Exhibitions at the juncture of art and history are curious hybrids, yet they continue to play a serious role in the curatorial repertoire within art museums. Generally, such synthetic displays concern themselves with the formation of communal or national cultures and link societal yearnings with art and various types of visual representation. Two examples that appeared last summer were the exhibitions "Summer of Love: Art of the Psychedelic Era" at the Tate Liverpool and "The New Hebrews: 100 Years of Art in Israel" at the Martin-Gropius-Bau in Berlin. While radically different in subject matter and installation strategies, both used photography, posters, documents and video art, as well as documentary video, painting and sculpture.

"Summer of Love" told the history of the late 1960s and early '70s in the cultural matrix of three cities: London, New York and San Francisco. The range of materials and images showed the remarkable exchanges between popular culture and art, between morality and politics. "The New Hebrews" presented a visual narrative of the establishment and evolution of esthetic cultures in an emerging Israeli society that only became a nation in 1948. Its century-long time span contrasted greatly with the examination of the few years that heralded the epoch of sex, drugs, and rock and roll. Despite the differences in the amount of time covered and the nature of their subjects, the two exhibitions were remarkably similar in scale. Both histories were undergirded by utopian ideals that often went astray. Both installations were epic in their ambitions and their proportions. Both were well-researched, extensive and, not least, heartfelt explorations of their subjects. They also were case studies in how the display of heterogeneous materials forces curators to traverse a complex and slippery terrain. What becomes privileged--art or historical document, esthetic or idea? Can artworks shed light on society and politics without dependence upon lengthy and complicated texts? Can one make textual documents and documentary footage speak emotively to the visitor who must navigate a gigantic show?

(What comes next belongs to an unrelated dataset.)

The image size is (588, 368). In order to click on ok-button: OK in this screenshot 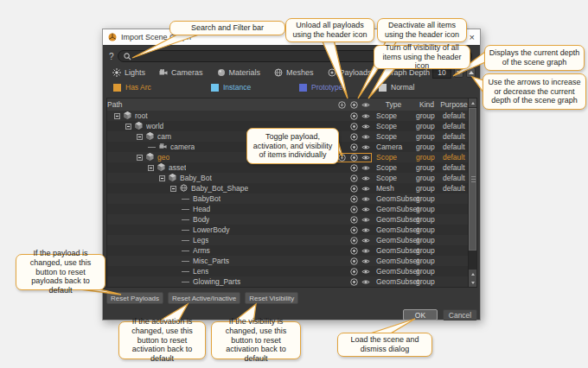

"The New Hebrews" was organized by Doreet LeVitte Harten, an Israeli-born independent curator living in Germany, with Yigal Zalmona, chief curator at the Israel Museum in Jerusalem (the partner institution of the Martin-Gropius-Ban). The exhibition's vigor and scale matched its venue, well known for mega art presentations like "Zeitgeist," the seminal 1982 exploration of Neo-Expressionism. The historical and thematic nature of the show, as manifest in the over 700 works displayed, seemed to reflect LeVitte Harten's exposure to what has been called a Northern Romantic tradition of exhibitions, formulated by auteur curators such as the late Harald Szeemann. (1)

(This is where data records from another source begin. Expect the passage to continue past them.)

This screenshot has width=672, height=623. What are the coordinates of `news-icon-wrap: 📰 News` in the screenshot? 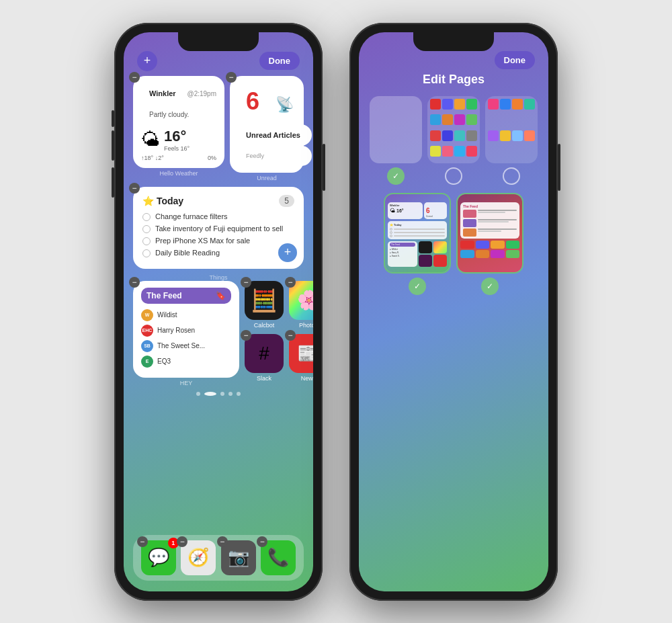 It's located at (301, 358).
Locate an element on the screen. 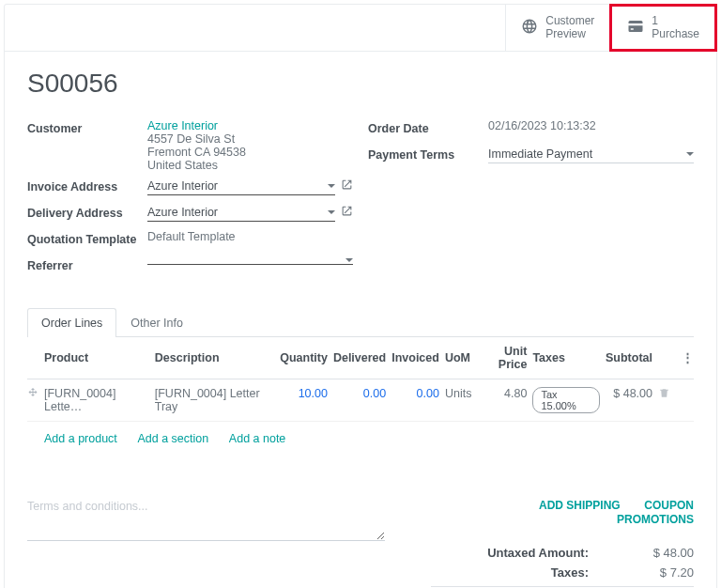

Few German newspapers and television stations failed to cover "The New Hebrews." As newsworthy as the exhibition itself was the fact that its staging served as a celebration of 40 years of diplomatic relations between the former West Germany and Israel. Such historic context provided fodder for German journalists--a group of whom had been invited to visit Israel prior to the exhibition's opening. Naturally, bits of trenchant, predominantly political criticism emerged in print, especially from those privileged to take the Israel junket. These advance stories were mainly about the Israeli political situation as seen through cultural activity. In the wake of the opening, however, most critics--focusing now on the exhibition--were impressed by its dramatic comprehensiveness and by its thoughtful realization.

Some journalists urged Germans to see the exhibition to become acquainted with Israeli culture as an alternative--even antidote--to the prevailing emphasis in Germany on the European Jewish civilization that was largely destroyed by the Holocaust. In fact the presentation of "The New Hebrews" coincided with several other commemorations, namely the 60th anniversary of the end of World War II and the opening of Peter Eisenman's Holocaust memorial. Situated on a plot of land the size of a standard city block just outside the Brandenburg gate, Eisenman's Memorial to the Murdered Jews of Europe is within walking distance of the Martin-Gropius-Bau. The memorial served as a perfect site for a photo-op of the joint visit of the presidents of Germany and Israel, a solemn moment intimately connected to the celebrations for the vernissage of "The New Hebrews." Of course, such associations further reinforced the Jewish vs. Israeli (dead vs. living) cultural divide suggested by the exhibition. Coincidentally, this opposition also serves as part of a master narrative for Israeli culture, and can be found in art and history museums in Israel.

The press repeated a dialectical view of Israeli culture as evinced in the exhibition. Among the dualities frequently acknowledged by the show were dreams and traumas, myths and cliches, utopias and realities, optimism and cynicism. Another set of oppositions was generated by the exhibition's ideological spheres. These included the recurring tensions between orientalist and modernist styles (a specialty of Zalmona's), polar notions of the intellectual and the corporeal and, not least, the clash between the sacred and profane. In press interviews and in interpretive texts, LeVitte Harten continually underscored the overwhelmingly secular nature of Israeli society, one of the show's central tenets. Thus the focus seemed more on modern Tel Aviv than on historical Jerusalem.